|
"Similarly, when Washington started handing out reconstruction contracts in Iraq, veterans of the globalisation debate spotted the underlying agenda in the familiar names of deregulation and privatisation pushers Bechtel and Halliburton. If these guys are leading the charge, it means Iraq is being sold off, not rebuilt. Even those who opposed the war exclusively for how it was waged (without UN approval, with insufficient evidence of WMDs) now cannot help but see why it was waged: to implement the same policies being protested in Cancun - mass privatisation, unrestricted access for multinationals and drastic public sector cutbacks."
"The Bush administration has let it be known that if the Cancun meetings fail, it will simply barrel ahead with more bilateral free trade deals, like the one just signed with Chile. Insignificant in economic terms, the deal's real power is as a wedge: already, Washington is using it to bully Brazil and Argentina into supporting the Free Trade Area of the Americas. It is 30 years since Pinochet, with the help of the CIA, brought the free market to Chile "with blood and fire". But that terror is paying dividends to this day: the left never recovered, and Chile remains the most pliant country in the region."
"In August 1976, Orlando Letelier, a former minister in Allende's overthrown government, asked how the international community could profess horror at Pinochet's human rights abuses while supporting his free-market policies: "Repression for the majorities and 'economic freedom' for small privileged groups are in Chile two sides of the same coin," he wrote. Less than a month later, he was killed by a car bomb in Washington, DC. The greatest enemies of terror never lose sight of the economic interests served by violence, or the violence of capitalism itself. Letelier understood that. So did Rachel Corrie. As our movements converge in Cancun, so must we."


# TASK BRIEF
Would you reproduce all of the entries exactly?

======

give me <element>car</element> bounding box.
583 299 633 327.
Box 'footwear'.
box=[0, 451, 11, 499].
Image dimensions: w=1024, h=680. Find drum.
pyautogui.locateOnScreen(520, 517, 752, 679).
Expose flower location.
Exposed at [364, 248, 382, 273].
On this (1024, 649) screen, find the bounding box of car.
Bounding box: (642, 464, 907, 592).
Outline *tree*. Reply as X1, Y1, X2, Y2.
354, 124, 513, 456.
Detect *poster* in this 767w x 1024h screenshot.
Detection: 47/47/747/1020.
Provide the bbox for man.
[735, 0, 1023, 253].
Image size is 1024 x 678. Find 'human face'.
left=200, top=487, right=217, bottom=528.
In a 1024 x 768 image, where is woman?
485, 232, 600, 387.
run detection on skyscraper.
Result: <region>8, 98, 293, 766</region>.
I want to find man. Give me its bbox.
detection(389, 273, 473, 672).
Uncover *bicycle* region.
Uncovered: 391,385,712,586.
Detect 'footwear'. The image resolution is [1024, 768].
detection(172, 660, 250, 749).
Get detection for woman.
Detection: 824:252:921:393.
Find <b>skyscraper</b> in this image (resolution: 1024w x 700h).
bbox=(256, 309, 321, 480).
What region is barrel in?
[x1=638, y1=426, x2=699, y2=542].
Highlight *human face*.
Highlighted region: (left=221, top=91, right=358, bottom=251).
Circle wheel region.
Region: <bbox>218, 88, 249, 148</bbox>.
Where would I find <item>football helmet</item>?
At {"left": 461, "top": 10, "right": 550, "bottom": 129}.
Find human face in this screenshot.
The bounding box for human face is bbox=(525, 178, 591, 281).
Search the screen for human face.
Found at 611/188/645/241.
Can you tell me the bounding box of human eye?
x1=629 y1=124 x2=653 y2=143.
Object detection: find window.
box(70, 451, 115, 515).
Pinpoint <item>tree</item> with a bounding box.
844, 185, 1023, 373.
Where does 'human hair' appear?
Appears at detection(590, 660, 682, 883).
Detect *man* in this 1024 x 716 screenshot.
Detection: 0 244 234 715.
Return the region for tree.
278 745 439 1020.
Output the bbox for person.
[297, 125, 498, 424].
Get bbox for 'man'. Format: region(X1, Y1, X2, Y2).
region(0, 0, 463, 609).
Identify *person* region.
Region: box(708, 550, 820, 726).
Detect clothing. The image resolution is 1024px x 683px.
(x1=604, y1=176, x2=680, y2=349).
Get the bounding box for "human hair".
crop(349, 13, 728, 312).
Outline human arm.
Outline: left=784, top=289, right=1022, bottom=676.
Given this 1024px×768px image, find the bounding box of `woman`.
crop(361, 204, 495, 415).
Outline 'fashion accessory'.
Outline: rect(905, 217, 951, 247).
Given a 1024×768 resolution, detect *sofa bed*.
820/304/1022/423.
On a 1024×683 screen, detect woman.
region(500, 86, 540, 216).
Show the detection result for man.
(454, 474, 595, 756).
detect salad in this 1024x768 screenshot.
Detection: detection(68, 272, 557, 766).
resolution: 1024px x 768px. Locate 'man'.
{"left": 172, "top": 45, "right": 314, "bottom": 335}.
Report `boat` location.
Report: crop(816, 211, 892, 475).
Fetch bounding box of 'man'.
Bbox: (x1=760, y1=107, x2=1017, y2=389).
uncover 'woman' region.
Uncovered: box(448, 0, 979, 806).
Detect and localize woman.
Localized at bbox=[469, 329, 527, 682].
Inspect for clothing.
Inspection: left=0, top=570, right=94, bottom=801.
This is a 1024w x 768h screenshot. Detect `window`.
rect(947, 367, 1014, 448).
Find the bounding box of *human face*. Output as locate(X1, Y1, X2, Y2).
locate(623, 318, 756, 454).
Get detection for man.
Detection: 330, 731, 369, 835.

======

# FINAL ANSWER
give me <element>car</element> bounding box.
583 299 633 327.
Box 'footwear'.
box=[0, 451, 11, 499].
Image dimensions: w=1024, h=680. Find drum.
pyautogui.locateOnScreen(520, 517, 752, 679).
Expose flower location.
Exposed at [364, 248, 382, 273].
On this (1024, 649) screen, find the bounding box of car.
Bounding box: (642, 464, 907, 592).
Outline *tree*. Reply as X1, Y1, X2, Y2.
354, 124, 513, 456.
Detect *poster* in this 767w x 1024h screenshot.
Detection: 47/47/747/1020.
Provide the bbox for man.
[735, 0, 1023, 253].
Image size is 1024 x 678. Find 'human face'.
left=200, top=487, right=217, bottom=528.
In a 1024 x 768 image, where is woman?
485, 232, 600, 387.
run detection on skyscraper.
Result: <region>8, 98, 293, 766</region>.
I want to find man. Give me its bbox.
detection(389, 273, 473, 672).
Uncover *bicycle* region.
Uncovered: 391,385,712,586.
Detect 'footwear'. The image resolution is [1024, 768].
detection(172, 660, 250, 749).
Get detection for woman.
Detection: 824:252:921:393.
Find <b>skyscraper</b> in this image (resolution: 1024w x 700h).
bbox=(256, 309, 321, 480).
What region is barrel in?
[x1=638, y1=426, x2=699, y2=542].
Highlight *human face*.
Highlighted region: (left=221, top=91, right=358, bottom=251).
Circle wheel region.
Region: <bbox>218, 88, 249, 148</bbox>.
Where would I find <item>football helmet</item>?
At {"left": 461, "top": 10, "right": 550, "bottom": 129}.
Find human face in this screenshot.
The bounding box for human face is bbox=(525, 178, 591, 281).
Search the screen for human face.
Found at 611/188/645/241.
Can you tell me the bounding box of human eye?
x1=629 y1=124 x2=653 y2=143.
Object detection: find window.
box(70, 451, 115, 515).
Pinpoint <item>tree</item> with a bounding box.
844, 185, 1023, 373.
Where does 'human hair' appear?
Appears at detection(590, 660, 682, 883).
Detect *man* in this 1024 x 716 screenshot.
Detection: 0 244 234 715.
Return the region for tree.
278 745 439 1020.
Output the bbox for person.
[297, 125, 498, 424].
Get bbox for 'man'. Format: region(X1, Y1, X2, Y2).
region(0, 0, 463, 609).
Identify *person* region.
Region: box(708, 550, 820, 726).
Detect clothing. The image resolution is 1024px x 683px.
(x1=604, y1=176, x2=680, y2=349).
Get the bounding box for "human hair".
crop(349, 13, 728, 312).
Outline human arm.
Outline: left=784, top=289, right=1022, bottom=676.
Given this 1024px×768px image, find the bounding box of `woman`.
crop(361, 204, 495, 415).
Outline 'fashion accessory'.
Outline: rect(905, 217, 951, 247).
Given a 1024×768 resolution, detect *sofa bed*.
820/304/1022/423.
On a 1024×683 screen, detect woman.
region(500, 86, 540, 216).
Show the detection result for man.
(454, 474, 595, 756).
detect salad in this 1024x768 screenshot.
Detection: detection(68, 272, 557, 766).
resolution: 1024px x 768px. Locate 'man'.
{"left": 172, "top": 45, "right": 314, "bottom": 335}.
Report `boat` location.
Report: crop(816, 211, 892, 475).
Fetch bounding box of 'man'.
Bbox: (x1=760, y1=107, x2=1017, y2=389).
uncover 'woman' region.
Uncovered: box(448, 0, 979, 806).
Detect and localize woman.
Localized at bbox=[469, 329, 527, 682].
Inspect for clothing.
Inspection: left=0, top=570, right=94, bottom=801.
This is a 1024w x 768h screenshot. Detect `window`.
rect(947, 367, 1014, 448).
Find the bounding box of *human face*. Output as locate(X1, Y1, X2, Y2).
locate(623, 318, 756, 454).
Get detection for man.
Detection: 330, 731, 369, 835.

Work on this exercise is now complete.